The relation between natural and spontaneous occurrences is complicated. An event like a fire can occur spontaneously in the sense that no one intended or consciously caused it, yet it remains in accord with natural laws. Even more complicated is what we mean by the expression “a spontaneous person.” Such a person no doubt acts easily and without considerable advance deliberation, but this is not in itself a proof of free will. Spontaneous acts may arise on the basis of extremely rapid processes of calculation, but this in itself does not distinguish them from the operations of computers.

If there is a difference between human beings and calculating machines, it must lie in a difference as well as a connection between spontaneity and autonomy. It is not the mere manifestation of laws that is spontaneous, but the freedom with which they are given. And freedom is a characteristic of human beings when it is associated with consciousness and intentionality. Differently stated, I will call behavior “spontaneous” if there is no rule for the application of rules that govern part or all of the behavior in question.
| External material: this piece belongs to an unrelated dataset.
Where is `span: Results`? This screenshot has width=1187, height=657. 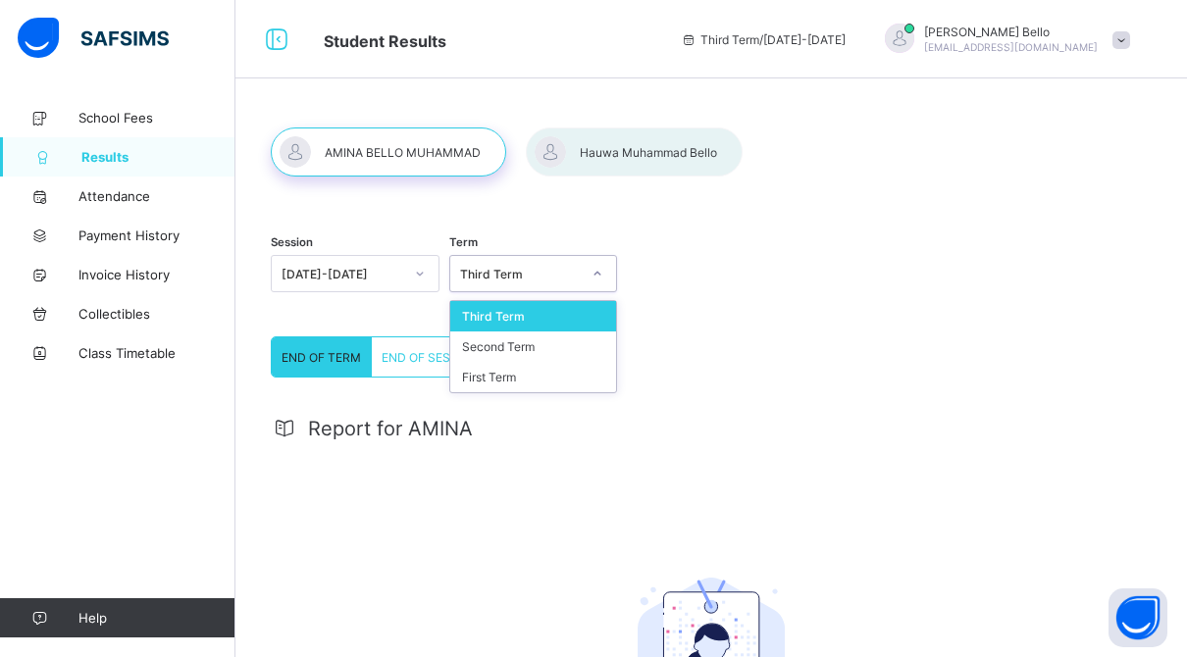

Whether or not this is Kant’s official definition of spontaneity, it is certainly Kantian in spirit. Kantian or not, however, it is my contention that thinking is both spontaneous and autonomous. It is rule-governed but not algorithmic. I believe that this is a sound approach to the analysis of thinking, but I have some modifications to introduce into the Kantian formulation.

Type
Chapter
Information
Kant's Legacy
Essays in Honor of Lewis White Beck
, pp. 3 - 24
Publisher: Boydell & Brewer
Print publication year: 2001

Access options

Get access to the full version of this content by using one of the access options below. (Log in options will check for institutional or personal access. Content may require purchase if you do not have access.)

Save book to Kindle

To save this book to your Kindle, first ensure coreplatform@cambridge.org is added to your Approved Personal Document E-mail List under your Personal Document Settings on the Manage Your Content and Devices page of your Amazon account. Then enter the ‘name’ part of your Kindle email address below. Find out more about saving to your Kindle.

Note you can select to save to either the @free.kindle.com or @kindle.com variations. ‘@free.kindle.com’ emails are free but can only be saved to your device when it is connected to wi-fi. ‘@kindle.com’ emails can be delivered even when you are not connected to wi-fi, but note that service fees apply.

Find out more about the Kindle Personal Document Service.

Available formats
×

Save book to Dropbox

To save content items to your account, please confirm that you agree to abide by our usage policies. If this is the first time you use this feature, you will be asked to authorise Cambridge Core to connect with your account. Find out more about saving content to Dropbox.

Available formats
×

Save book to Google Drive

To save content items to your account, please confirm that you agree to abide by our usage policies. If this is the first time you use this feature, you will be asked to authorise Cambridge Core to connect with your account. Find out more about saving content to Google Drive.